We want to understand how the time needed to perform topological sort using DFS changes as the graph size grows.

The question is: how does the number of steps grow when we have more nodes and edges?

Scenario Under Consideration

Analyze the time complexity of the following code snippet.


void dfs(int node, int visited[], int stack[], int *top, int graph[][N], int n) {
    visited[node] = 1;
    for (int i = 0; i < n; i++) {
        if (graph[node][i] && !visited[i]) {
            dfs(i, visited, stack, top, graph, n);
        }
    }
    stack[(*top)++] = node;
}

void topologicalSort(int graph[][N], int n) {
    int visited[N] = {0};
    int stack[N];
    int top = 0;
    for (int i = 0; i < n; i++) {
        if (!visited[i]) {
            dfs(i, visited, stack, &top, graph, n);
        }
    }
}
    

This code performs a topological sort on a graph using Depth-First Search (DFS).
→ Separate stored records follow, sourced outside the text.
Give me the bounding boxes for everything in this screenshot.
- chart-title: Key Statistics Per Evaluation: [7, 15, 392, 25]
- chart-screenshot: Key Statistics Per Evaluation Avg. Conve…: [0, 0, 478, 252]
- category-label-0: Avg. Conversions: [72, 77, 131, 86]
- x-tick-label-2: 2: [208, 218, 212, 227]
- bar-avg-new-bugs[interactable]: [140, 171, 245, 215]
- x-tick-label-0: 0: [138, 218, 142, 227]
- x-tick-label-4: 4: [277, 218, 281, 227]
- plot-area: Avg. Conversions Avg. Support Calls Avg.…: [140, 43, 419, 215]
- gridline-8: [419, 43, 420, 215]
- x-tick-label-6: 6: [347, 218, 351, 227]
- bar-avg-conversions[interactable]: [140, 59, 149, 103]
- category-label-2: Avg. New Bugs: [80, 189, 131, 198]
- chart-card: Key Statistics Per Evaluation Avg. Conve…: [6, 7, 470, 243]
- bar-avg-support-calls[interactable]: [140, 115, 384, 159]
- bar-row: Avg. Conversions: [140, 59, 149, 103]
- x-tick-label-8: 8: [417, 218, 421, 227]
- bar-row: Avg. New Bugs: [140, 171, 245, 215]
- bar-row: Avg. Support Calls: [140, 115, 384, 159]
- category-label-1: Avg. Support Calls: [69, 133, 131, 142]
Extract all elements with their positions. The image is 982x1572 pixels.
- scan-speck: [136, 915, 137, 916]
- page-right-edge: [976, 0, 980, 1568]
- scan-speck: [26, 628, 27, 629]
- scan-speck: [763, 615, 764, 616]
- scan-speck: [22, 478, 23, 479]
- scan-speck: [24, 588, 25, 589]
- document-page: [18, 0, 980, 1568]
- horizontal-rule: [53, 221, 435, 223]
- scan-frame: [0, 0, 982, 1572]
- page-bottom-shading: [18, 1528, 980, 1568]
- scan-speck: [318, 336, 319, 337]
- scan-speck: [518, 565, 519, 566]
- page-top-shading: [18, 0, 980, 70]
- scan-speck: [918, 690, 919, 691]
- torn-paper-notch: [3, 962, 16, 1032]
Identify Repeating Operations

Identify the loops, recursion, array traversals that repeat.

  • Primary operation: DFS visits each node once and scans the entire row of the adjacency matrix (checks all possible outgoing edges).
  • How many times: Each node is visited once; from each node, the loop runs n times (once for each possible neighbor), totaling O(n^2).
How Execution Grows With Input

As the number of nodes grows, the work grows quadratically with nodes (independent of actual edges due to matrix representation).
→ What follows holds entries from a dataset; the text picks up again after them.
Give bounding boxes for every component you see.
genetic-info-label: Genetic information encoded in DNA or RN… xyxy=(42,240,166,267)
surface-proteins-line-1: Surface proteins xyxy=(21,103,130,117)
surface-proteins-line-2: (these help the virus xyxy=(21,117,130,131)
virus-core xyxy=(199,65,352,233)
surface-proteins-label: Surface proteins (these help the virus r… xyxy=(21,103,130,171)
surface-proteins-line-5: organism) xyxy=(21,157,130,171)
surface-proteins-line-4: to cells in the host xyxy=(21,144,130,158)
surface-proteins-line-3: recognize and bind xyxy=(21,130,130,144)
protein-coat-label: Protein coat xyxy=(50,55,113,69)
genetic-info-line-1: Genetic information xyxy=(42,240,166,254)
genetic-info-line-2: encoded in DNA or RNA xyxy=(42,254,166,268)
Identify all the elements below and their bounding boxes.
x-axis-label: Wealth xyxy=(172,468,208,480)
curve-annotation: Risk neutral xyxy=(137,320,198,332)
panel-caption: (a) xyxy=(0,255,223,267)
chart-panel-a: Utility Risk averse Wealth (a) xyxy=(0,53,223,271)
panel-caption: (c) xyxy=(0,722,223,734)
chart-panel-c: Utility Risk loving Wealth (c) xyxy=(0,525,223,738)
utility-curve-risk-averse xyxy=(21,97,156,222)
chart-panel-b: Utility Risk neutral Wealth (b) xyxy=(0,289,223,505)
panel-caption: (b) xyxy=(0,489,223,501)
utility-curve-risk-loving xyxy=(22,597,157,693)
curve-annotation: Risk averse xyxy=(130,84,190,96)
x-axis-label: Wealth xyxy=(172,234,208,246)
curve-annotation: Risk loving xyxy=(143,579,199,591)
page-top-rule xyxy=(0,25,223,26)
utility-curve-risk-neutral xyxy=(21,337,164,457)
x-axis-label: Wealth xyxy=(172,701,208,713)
Input SizeApprox. Operations
10 nodesAbout 100 checks (10 nodes * 10 checks/node)
100 nodesAbout 10,000 checks (100 * 100)
1000 nodesAbout 1,000,000 checks (1000 * 1000)

Pattern observation: The operations grow quadratically with the number of nodes.

Final Time Complexity

Time Complexity: O(V^2)

This means the time grows quadratically with the number of nodes (V) in the graph. (For adjacency lists, it would be O(V + E).)

Common Mistake

[X] Wrong: "DFS takes O(V + E) time because each edge is checked once."
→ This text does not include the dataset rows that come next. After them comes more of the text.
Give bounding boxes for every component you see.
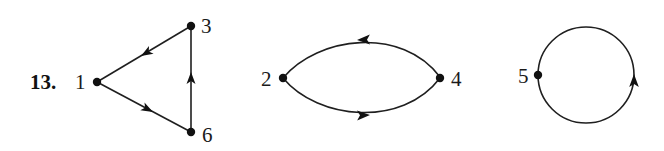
node-label-6: 6 [202, 123, 213, 147]
edge-1-to-6 [97, 82, 191, 132]
node-label-1: 1 [75, 70, 86, 94]
node-label-2: 2 [261, 67, 272, 91]
graph-loop: 5 [518, 27, 639, 123]
arrowhead-icon [357, 110, 370, 120]
graph-triangle: 1 3 6 [75, 14, 213, 147]
node-3 [187, 22, 195, 30]
node-4 [436, 74, 444, 82]
node-6 [187, 128, 195, 136]
edge-4-to-2 [283, 43, 440, 78]
arrowhead-icon [139, 46, 154, 60]
arrowhead-icon [140, 102, 155, 116]
node-label-4: 4 [451, 67, 462, 91]
edge-2-to-4 [283, 78, 440, 113]
arrowhead-icon [629, 74, 639, 87]
node-5 [534, 71, 542, 79]
problem-number: 13. [30, 70, 56, 94]
edge-5-loop [538, 27, 634, 123]
graph-digon: 2 4 [261, 35, 462, 121]
node-2 [279, 74, 287, 82]
node-1 [93, 78, 101, 86]
node-label-5: 5 [518, 64, 529, 88]
directed-graph-figure: 13. 1 3 6 [0, 0, 664, 151]
node-label-3: 3 [201, 14, 212, 38]
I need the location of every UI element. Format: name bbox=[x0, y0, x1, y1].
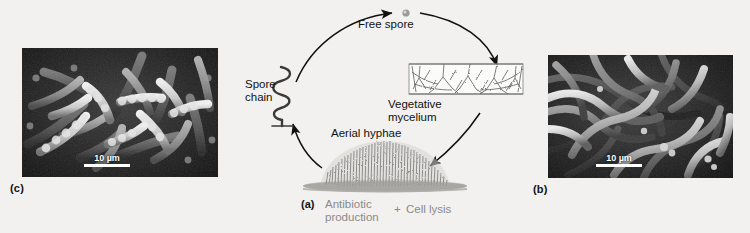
arrow-aerial-hyphae-to-spore-chain bbox=[293, 124, 322, 168]
caption-antibiotic-line2: production bbox=[325, 211, 379, 223]
caption-cell-lysis: Cell lysis bbox=[406, 203, 451, 216]
arrow-free-spore-to-mycelium bbox=[420, 13, 497, 66]
caption-antibiotic-production: Antibiotic production bbox=[325, 198, 379, 224]
caption-antibiotic-line1: Antibiotic bbox=[325, 198, 372, 210]
panel-label-a: (a) bbox=[301, 198, 314, 211]
free-spore-dot bbox=[402, 9, 409, 16]
label-free-spore: Free spore bbox=[358, 18, 414, 31]
streptomyces-life-cycle-figure: 10 µm (c) bbox=[0, 0, 750, 233]
label-vegetative-mycelium: Vegetative mycelium bbox=[388, 98, 442, 124]
label-spore-chain: Spore chain bbox=[245, 78, 276, 104]
vegetative-mycelium-illustration bbox=[409, 64, 523, 94]
label-spore-chain-line1: Spore bbox=[245, 78, 276, 90]
label-spore-chain-line2: chain bbox=[245, 91, 273, 103]
label-aerial-hyphae: Aerial hyphae bbox=[331, 127, 401, 140]
caption-plus: + bbox=[394, 203, 401, 216]
aerial-hyphae-illustration bbox=[303, 141, 467, 193]
label-vegetative-mycelium-line2: mycelium bbox=[388, 111, 437, 123]
label-vegetative-mycelium-line1: Vegetative bbox=[388, 98, 442, 110]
[OK] Correct: Although there appears to be a nested loop, noβ€”in adjacency matrix, every node scans all V possible neighbors (including non-edges), so total work is O(V^2), not O(V + E).

Interview Connect

Understanding this time complexity helps you explain how graph algorithms scale, a key skill in many coding challenges and real projects.

Self-Check

"What if the graph is represented using adjacency lists instead of an adjacency matrix? How would the time complexity change?"